In some cases, it really does work. Imagine Arrested Development without Ron Howard. C'mon! How 'bout Pushing Daisies without "The facts were these". We'd be subjected to line after line of laying pipe. Veronica Mars without Veronica's clever insights? Probably not as strong. Desperate Ho-wives without Mary-Alice. I don't watch that show, so you tell me.

Thing is, it's so easy to get VO terribly, terribly wrong.

The Sarah Connor Chronicles, I'm looking at you. Can anyone ever remember Sarah's pseudo-existential ramblings from one episode to the next? Do they help tell the story, add a layer of characterization, entertain us? Anything? No. They do not. If they never wrote another VO for that show, no one would even notice. Except those of us that would be going, "Thank you Josh".

Same goes for Grey's Anatomy. I don't care what Meredith thinks "The thing about surgeons" is this week. Really. The only time I liked the Grey's VO is when they gave it to Dr. Bailey. 

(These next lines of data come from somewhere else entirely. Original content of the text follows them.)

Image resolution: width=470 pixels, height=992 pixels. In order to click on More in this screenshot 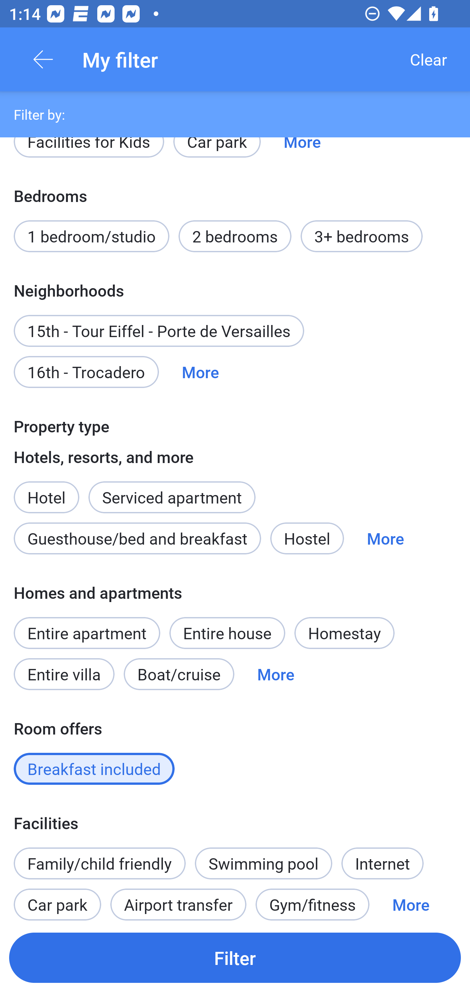, I will do `click(302, 153)`.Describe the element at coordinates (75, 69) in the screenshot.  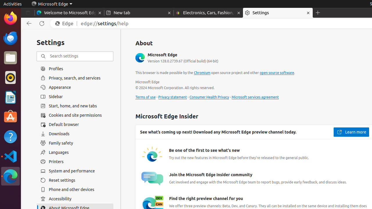
I see `Profiles` at that location.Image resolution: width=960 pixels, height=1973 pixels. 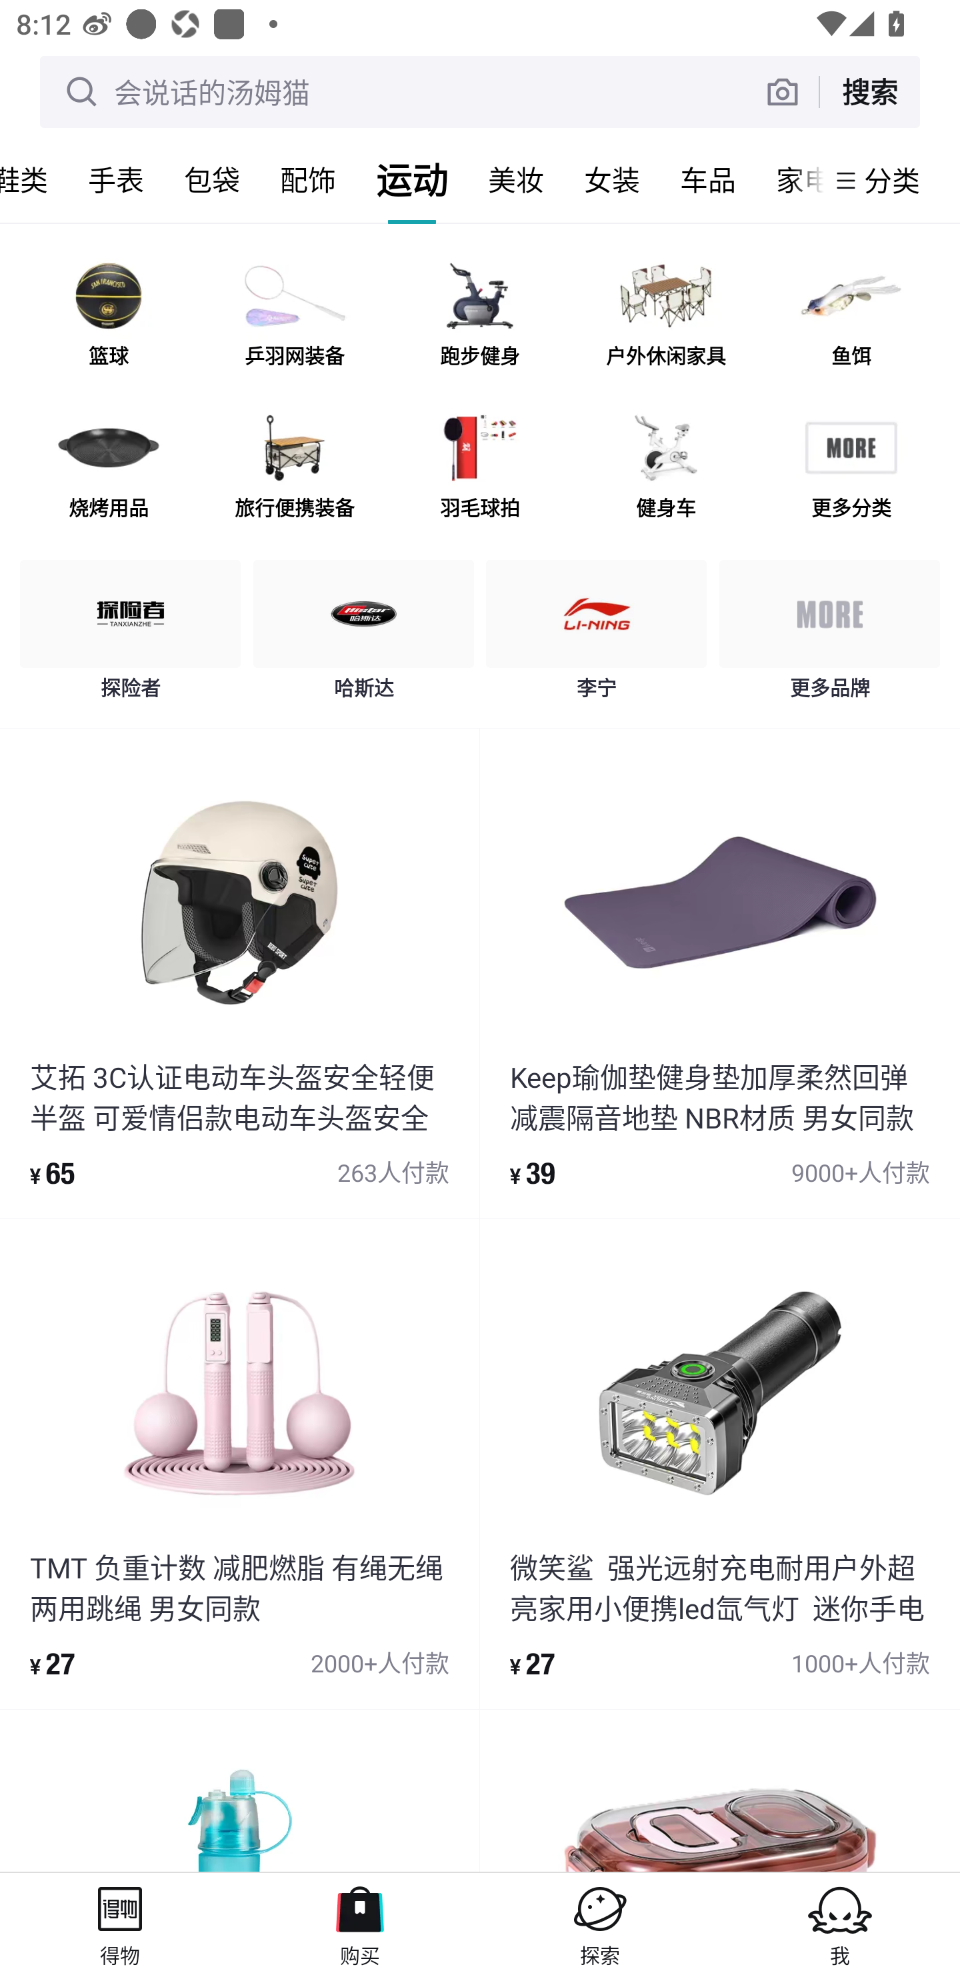 I want to click on 更多品牌, so click(x=829, y=636).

What about Gossip Girl? How can a character we never even see be so annoying and so unnecessary? I love Kristen Bell, but we don't need her in GG-land. How can you call a show Gossip Girl when you really don't need the gossip girl? It wouldn't make any difference to the characters' lives if she never wrote another gossip column. 

They should change the name to Spoiled Rich White Kids with Inconsequential Problems. We don't need some bratty blog to get off on that.

Artery Cloggery
Burgers from Orean's on North Lake street in Pasadena. Totally vegetarian, totally yummy.

I didn't have fries or a shake, but I wish I had.